Franz Ferdinand – Tonight / Blood

…a close acquaintance pointed out that listening to this LP was akin to listening to a good Duran Duran, (in the sense of imagining for a moment Duran ever actually being any good).


 

Franz Ferdinand – Tonight / Blood

http://www.dominorecordco.com/ http://www.munichrecords.com/

 

I love Franz Ferdinand. For two main reasons; firstly despite all the flummery that accompanies any of their releases, (“street” producers, the odd attempt at being “experimental” and knowing winks to art-school pop for us old gits to smilingly recognise), all they want to do is get people dancing. Any band that doesn’t recognise the fact that the world moves on a woman’s hips, had better have a pretty hot counter argument. Secondly they are into L.O.V.E. love. Boy-girl slag-off matches, snogging, hot breath, panty hose, sniggering at dirty words. I lose count at the number of times Mr Kapranos alludes to these things in his lyrics.

 

I also love their brazen determination (despite all aforementioned flummery with producers etc), to continue with certain trusted formulas. Like all good artists they realise the value of perfecting their best tricks. In the ‘Nand’s case, it’s a mid tempo dance-floor stomper, replete with love story tag-line which is pitched at a pace that allows blokes with no co-ordination to feel safe in dancing with the fragrant object of their desire. So; where there was once Take Me Out, and then Do You Want To?, we now have Ulysses, or Can’t Stop Feeling for that matter.

 

I will say this though; Franz have got groovier and poppier. Sod Postcard, let’s reinvent Donna Summer (or exploit the Mott the Hoople-isms in Bite Hard). This development is a very good thing indeed. The sound does nod back to previous pop glories: for some reason, whilst listening to stuff like Turn it On or No You Girls I was reminded –  totally tangentially, I am sure – of Kilimanjaro-era Teardrop Explodes, or a beefed up Roxy Music debut LP, albeit without the acid groove or Eno-weirdouts respectively. Rather more embarrassingly for hip types who like FF, (but I’m sure not for them) a close acquaintance pointed out that listening to this LP was akin to listening to a good Duran Duran, (in the sense of imagining for a moment Duran ever actually being any good).

 

Still, they’re nothing if not diverse. Send Him Away plays with 60s Garage band pop song structures (Seeds anyone?) and the accompanying disc; Blood (billed as Dub LP, but in reality being closer to the Orb than King Tubby) has some spectacular moments and some duff ones. But the band is tough enough, & up-for-it enough to do this sort of experimentalism to its own work within a pop frame. And it’s the thumbs up from me.

 

The best stuff in undoubtedly the last handful of tracks, ranging from über-kitsch Boney M moments via sublime high gloss grooves to white noise freak outs, starting with What She Came For’s Sweet/Alice-style glam stomp and ending with their greatest tracks to date, the ramshackle, Neanderthal, lurid Lucid Dreams and the classic sleepwalker (no pun intended) Dream Again. The only downer is the fact that they don’t carry on that fab Dave Balfe-style synth outro on Live Alone for at least 15 minutes.

 

This is a hell of a strong LP, in my books their best; and a definite grower.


■ **Work item**:
What is needed is an exact repeat of the entries, with no pictures in it.
Records to use START
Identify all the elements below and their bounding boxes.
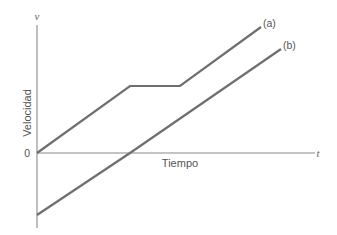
velocity-time-diagram: v t 0 Velocidad Tiempo (a) (b) — [0, 0, 337, 235]
y-axis-title: Velocidad — [21, 89, 33, 137]
curve-a — [37, 27, 261, 153]
x-axis-title: Tiempo — [162, 157, 198, 169]
curve-a-label: (a) — [263, 17, 276, 29]
curve-b-label: (b) — [283, 39, 296, 51]
x-axis-symbol: t — [316, 147, 320, 159]
curve-b — [37, 49, 281, 215]
origin-label: 0 — [24, 147, 30, 159]
y-axis-symbol: v — [35, 10, 40, 22]
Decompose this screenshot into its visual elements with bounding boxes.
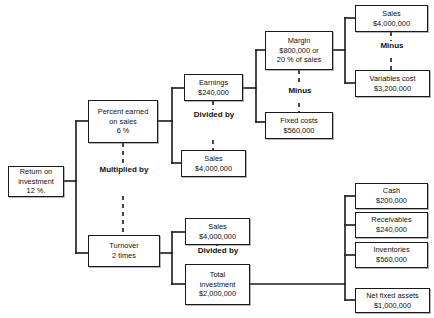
node-line: 2 times xyxy=(112,251,136,261)
node-line: $240,000 xyxy=(376,225,407,235)
turnover-box[interactable]: Turnover 2 times xyxy=(88,235,160,267)
operator-divided-by-upper: Divided by xyxy=(184,110,244,120)
operator-line: by xyxy=(229,246,238,255)
operator-line: Divided xyxy=(198,246,227,255)
node-line: 20 % of sales xyxy=(277,55,321,65)
operator-line: Divided xyxy=(194,110,223,119)
cash-box[interactable]: Cash $200,000 xyxy=(355,183,428,209)
node-line: Inventories xyxy=(373,245,409,255)
node-line: investment xyxy=(18,177,54,187)
node-line: $4,000,000 xyxy=(373,19,410,29)
node-line: Sales xyxy=(382,9,401,19)
node-line: $2,000,000 xyxy=(199,289,236,299)
operator-divided-by-lower: Divided by xyxy=(188,246,248,256)
earnings-box[interactable]: Earnings $240,000 xyxy=(184,74,243,101)
sales-lower-box[interactable]: Sales $4,000,000 xyxy=(185,218,250,245)
fixed-costs-box[interactable]: Fixed costs $560,000 xyxy=(265,112,333,139)
roi-diagram: Return on investment 12 %. Percent earne… xyxy=(0,0,434,318)
node-line: Cash xyxy=(383,186,400,196)
operator-line: by xyxy=(139,165,148,174)
node-line: Sales xyxy=(204,154,223,164)
node-line: Receivables xyxy=(371,215,411,225)
node-line: Earnings xyxy=(199,78,228,88)
operator-minus-sales: Minus xyxy=(363,41,421,51)
total-investment-box[interactable]: Total investment $2,000,000 xyxy=(185,264,250,305)
receivables-box[interactable]: Receivables $240,000 xyxy=(355,212,428,238)
node-line: Total xyxy=(210,270,226,280)
node-line: $4,000,000 xyxy=(195,164,232,174)
node-line: Variables cost xyxy=(370,74,416,84)
operator-line: by xyxy=(225,110,234,119)
node-line: 12 %. xyxy=(27,186,46,196)
percent-earned-on-sales-box[interactable]: Percent earned on sales 6 % xyxy=(88,100,158,143)
inventories-box[interactable]: Inventories $560,000 xyxy=(355,242,428,268)
node-line: Net fixed assets xyxy=(366,291,419,301)
node-line: on sales xyxy=(109,117,137,127)
node-line: $560,000 xyxy=(376,255,407,265)
node-line: $240,000 xyxy=(198,88,229,98)
operator-minus-margin: Minus xyxy=(271,86,329,96)
node-line: Sales xyxy=(208,222,227,232)
return-on-investment-box[interactable]: Return on investment 12 %. xyxy=(8,166,64,197)
operator-multiplied-by: Multiplied by xyxy=(90,165,158,175)
operator-line: Minus xyxy=(288,86,311,95)
node-line: $3,200,000 xyxy=(374,84,411,94)
variables-cost-box[interactable]: Variables cost $3,200,000 xyxy=(355,70,430,97)
node-line: investment xyxy=(200,280,236,290)
operator-line: Minus xyxy=(380,41,403,50)
node-line: Margin xyxy=(288,36,311,46)
node-line: $560,000 xyxy=(284,126,315,136)
node-line: Fixed costs xyxy=(280,116,317,126)
node-line: $4,000,000 xyxy=(199,232,236,242)
operator-line: Multiplied xyxy=(100,165,137,174)
node-line: Return on xyxy=(20,167,52,177)
sales-upper-box[interactable]: Sales $4,000,000 xyxy=(181,150,246,177)
node-line: $1,000,000 xyxy=(374,301,411,311)
node-line: Turnover xyxy=(109,241,138,251)
margin-box[interactable]: Margin $800,000 or 20 % of sales xyxy=(265,31,333,70)
node-line: Percent earned xyxy=(98,107,149,117)
node-line: 6 % xyxy=(117,126,130,136)
node-line: $800,000 or xyxy=(279,46,318,56)
sales-top-right-box[interactable]: Sales $4,000,000 xyxy=(355,5,428,32)
node-line: $200,000 xyxy=(376,196,407,206)
net-fixed-assets-box[interactable]: Net fixed assets $1,000,000 xyxy=(355,288,430,313)
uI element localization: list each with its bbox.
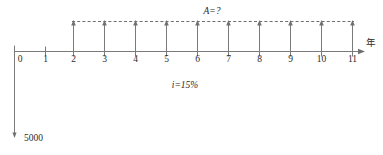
Records to use END
■ **Response to the exercise**:
Identify all the elements below and their bounding boxes.
velocity-time-diagram: v t 0 Velocidad Tiempo (a) (b) — [0, 0, 337, 235]
y-axis-title: Velocidad — [21, 89, 33, 137]
curve-a — [37, 27, 261, 153]
x-axis-title: Tiempo — [162, 157, 198, 169]
curve-a-label: (a) — [263, 17, 276, 29]
curve-b-label: (b) — [283, 39, 296, 51]
x-axis-symbol: t — [316, 147, 320, 159]
curve-b — [37, 49, 281, 215]
origin-label: 0 — [24, 147, 30, 159]
y-axis-symbol: v — [35, 10, 40, 22]
Decompose this screenshot into its visual elements with bounding boxes.
node-line: 2 times xyxy=(112,251,136,261)
node-line: $240,000 xyxy=(376,225,407,235)
turnover-box[interactable]: Turnover 2 times xyxy=(88,235,160,267)
operator-divided-by-upper: Divided by xyxy=(184,110,244,120)
operator-line: by xyxy=(229,246,238,255)
operator-line: Divided xyxy=(198,246,227,255)
node-line: 20 % of sales xyxy=(277,55,321,65)
operator-line: Divided xyxy=(194,110,223,119)
cash-box[interactable]: Cash $200,000 xyxy=(355,183,428,209)
node-line: Inventories xyxy=(373,245,409,255)
node-line: investment xyxy=(18,177,54,187)
node-line: $4,000,000 xyxy=(373,19,410,29)
node-line: Sales xyxy=(382,9,401,19)
node-line: $2,000,000 xyxy=(199,289,236,299)
operator-divided-by-lower: Divided by xyxy=(188,246,248,256)
earnings-box[interactable]: Earnings $240,000 xyxy=(184,74,243,101)
sales-lower-box[interactable]: Sales $4,000,000 xyxy=(185,218,250,245)
fixed-costs-box[interactable]: Fixed costs $560,000 xyxy=(265,112,333,139)
roi-diagram: Return on investment 12 %. Percent earne… xyxy=(0,0,434,318)
node-line: Cash xyxy=(383,186,400,196)
operator-line: by xyxy=(139,165,148,174)
node-line: Sales xyxy=(204,154,223,164)
node-line: Receivables xyxy=(371,215,411,225)
node-line: Earnings xyxy=(199,78,228,88)
operator-minus-sales: Minus xyxy=(363,41,421,51)
total-investment-box[interactable]: Total investment $2,000,000 xyxy=(185,264,250,305)
receivables-box[interactable]: Receivables $240,000 xyxy=(355,212,428,238)
node-line: Total xyxy=(210,270,226,280)
node-line: $4,000,000 xyxy=(195,164,232,174)
node-line: Variables cost xyxy=(370,74,416,84)
operator-line: by xyxy=(225,110,234,119)
node-line: 12 %. xyxy=(27,186,46,196)
percent-earned-on-sales-box[interactable]: Percent earned on sales 6 % xyxy=(88,100,158,143)
inventories-box[interactable]: Inventories $560,000 xyxy=(355,242,428,268)
node-line: Net fixed assets xyxy=(366,291,419,301)
node-line: on sales xyxy=(109,117,137,127)
node-line: $560,000 xyxy=(376,255,407,265)
node-line: $240,000 xyxy=(198,88,229,98)
operator-minus-margin: Minus xyxy=(271,86,329,96)
node-line: Sales xyxy=(208,222,227,232)
return-on-investment-box[interactable]: Return on investment 12 %. xyxy=(8,166,64,197)
operator-multiplied-by: Multiplied by xyxy=(90,165,158,175)
operator-line: Minus xyxy=(288,86,311,95)
node-line: $3,200,000 xyxy=(374,84,411,94)
variables-cost-box[interactable]: Variables cost $3,200,000 xyxy=(355,70,430,97)
node-line: investment xyxy=(200,280,236,290)
operator-line: Minus xyxy=(380,41,403,50)
node-line: Margin xyxy=(288,36,311,46)
node-line: $560,000 xyxy=(284,126,315,136)
node-line: Fixed costs xyxy=(280,116,317,126)
node-line: $4,000,000 xyxy=(199,232,236,242)
operator-line: Multiplied xyxy=(100,165,137,174)
node-line: Return on xyxy=(20,167,52,177)
sales-upper-box[interactable]: Sales $4,000,000 xyxy=(181,150,246,177)
node-line: $1,000,000 xyxy=(374,301,411,311)
node-line: Turnover xyxy=(109,241,138,251)
margin-box[interactable]: Margin $800,000 or 20 % of sales xyxy=(265,31,333,70)
node-line: Percent earned xyxy=(98,107,149,117)
node-line: 6 % xyxy=(117,126,130,136)
node-line: $800,000 or xyxy=(279,46,318,56)
sales-top-right-box[interactable]: Sales $4,000,000 xyxy=(355,5,428,32)
node-line: $200,000 xyxy=(376,196,407,206)
net-fixed-assets-box[interactable]: Net fixed assets $1,000,000 xyxy=(355,288,430,313)
uI element localization: list each with its bbox.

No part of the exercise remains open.